11 January 2014

Slides or Documents? How to Avoid Slideuments


A few weeks ago I showed a friend of mine a presentation I recently made for a company. The objective of this presentation was to show two of their potential customers what that company was able to do in a particular business. This guy looked at the deck and told me: “Your presentation is vey beautiful, as always. However, since it is supposed to be addressed to a customer, you need to fill in the slides with more content”. This answer is the reason why I decided to write a new post.

I agree, content is king. However, as the guys at Big Fish Presentations would say, design is its queen. You don't have to include every single detail in your slides. In fact, slides should be as visual as possible to complement your talk.


I see a huge problem in today’s presentation design: people confuse slides with documents. However, slides and documents are not the same thing. What happens is that in an attempt to kill two birds with one stone, people shoot for the middle and create slides which are nothing but text documents. The result is what Garr Reynolds call slideumentsIn her book slide:ology: The Art and Science of Creating Great Presentations, Nancy Duarte define a slideument as “a slide that’s really a text document created as a slide”.


I think there are 3 main causes leading to the creation of slideuments.
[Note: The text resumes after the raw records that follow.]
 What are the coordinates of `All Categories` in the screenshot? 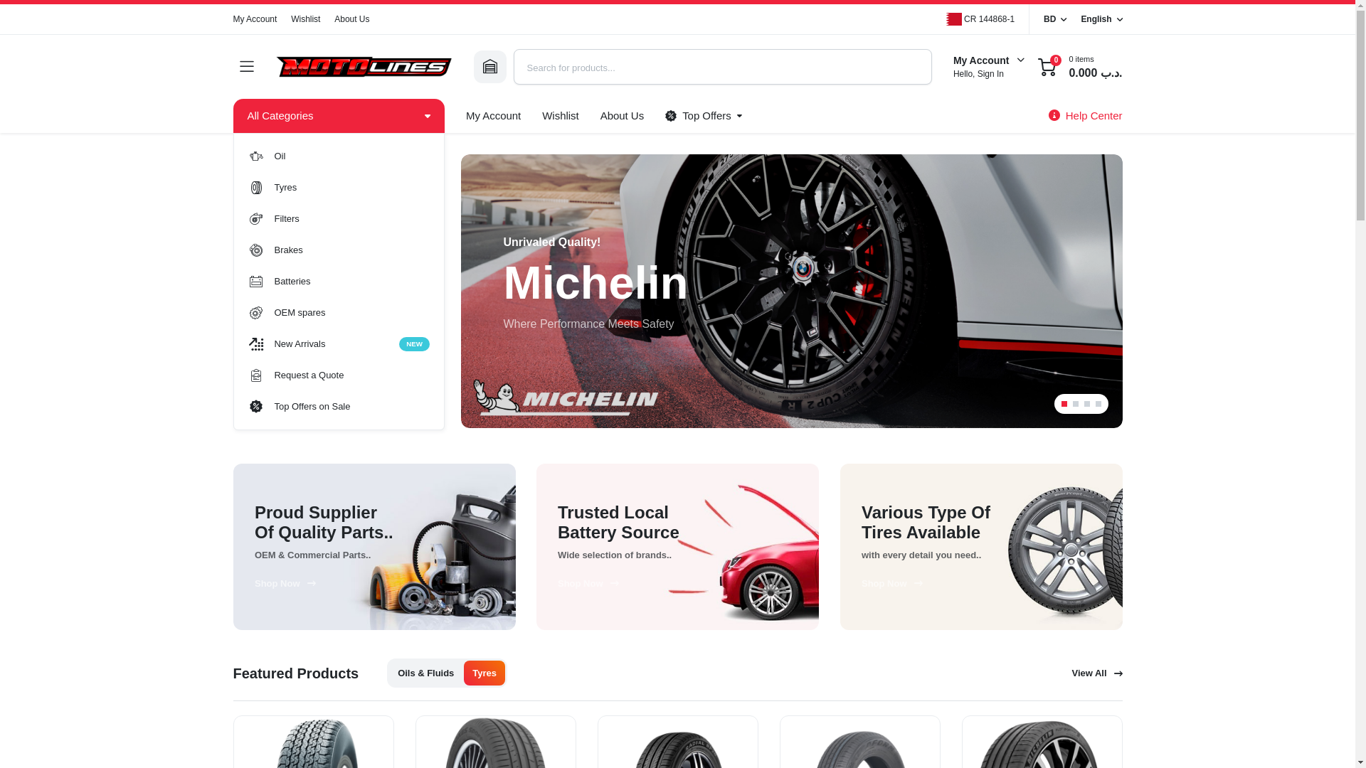 It's located at (339, 188).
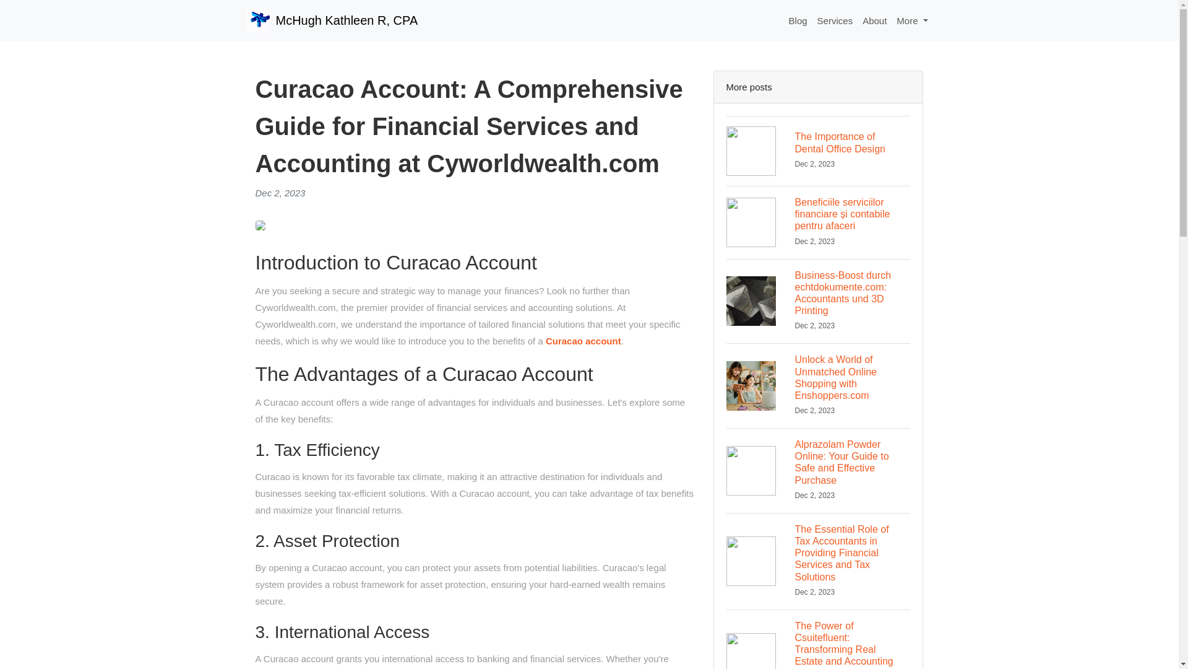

  • A corporate reason. Inside organisations of any kindcompanies, universities, conferencesrules against good presentation design flourish. From employees being asked to print slides for later use to conference managers asking speakers to hand in their presentation in advance. Even professors often warn students from creating visual slides for their dissertation speech. Those are all bad habits which need to be challenged because they go against what many pieces of research have proven to be effective in visual communication.
  • A cultural reason. People are so used to Death by PowerPoint that consider certain habits to be acceptable. In his book Maverick!: The Success Story Behind the World's Most Unusual Workplace, entrepreneur Ricardo Semler wrote about dress codes this way: “people want to feel secure and one way to accomplish this is to dress like anybody else”. I think that Semler’s view on the uselessness of dress codes applies to presentation design too. People want to feel secure and one way to accomplish this is to present like anybody else.    
  • A practical reason. As a Brain Slides article pointed out back in 2011, a presentation is meant to be an oral delivery of information. A document, instead, is useful to provide textual information. Therefore, “documents are meant to be information dense, while slides are not”. It’s that simple, it does not make sense to use PowerPoint to create documents (when I say PowerPoint I mean any presentation tool, like Keynote, Prezi, etc.).
Truth is, you don’t have to use slides, but if you do, make them visual. Steve Jobsone of the best presenters of corporate products eversaid that “people who know what they are talking about don’t need PowerPoint”. Slides are not meant to stand alone. You are the presentation. Slides must only support your talk by helping you make your point clearer to your audience.

Sometimes though, more details are needed. You may want to explain a graph better, or give more information about your products or services. What you can do is to print out a document as a handout in which you can include as many details as you like. A handout is a written document which allows you to show the details of your topic without compromising the effectiveness of your visuals. Anything which is impossible to show in the visual presentationbut still important for the audience to knowshould be presented in the form of a handout. This document can be given after the presentation so that those who are interested in knowing more about your topic or your company have something to use as a reference. Alternatively, you can hand it in during your talk and refer to it if you need to show more details. Say for example you want your potential customer to know all the specifications of a product you would like to offer to them. Instead of including all the details in a bullet point-style slide, why not show a high quality photo of your product, explain your potential customer how they can benefit from it and invite them to look at the handout for the specs? This is also a way to build breaks, change the path of your presentation and make the attention span longer.  


The solution is not to avoid details, as many people think. The solution is to use both visual slides that complement your talk and a handout in which you can include as many details as you need.


You may be thinking, “but this takes time!”. Yes, it does. Then, find the time! I am not suggesting something faster, I am suggesting something better. But think about it, what are the stakes? Making an effective presentation might help you get funded by an investor, or gain a new customer, or get a project approved by your boss. It is not (only) about creating something which is well-designed, sometimes the stakes are so high that it is worth spending time to stand out from the crowd and gain your audience’s trust.


More: 


Garr Reynolds - Slideuments and the catch-22 for conference speakers

Martin Fowler - Slideument
Oliver Adria - Slideuments and how to avoid them
Presentation Impact - Turning ‘slideuments’ into visual aids
Phil Waknell - Do Investors Like Slideuments?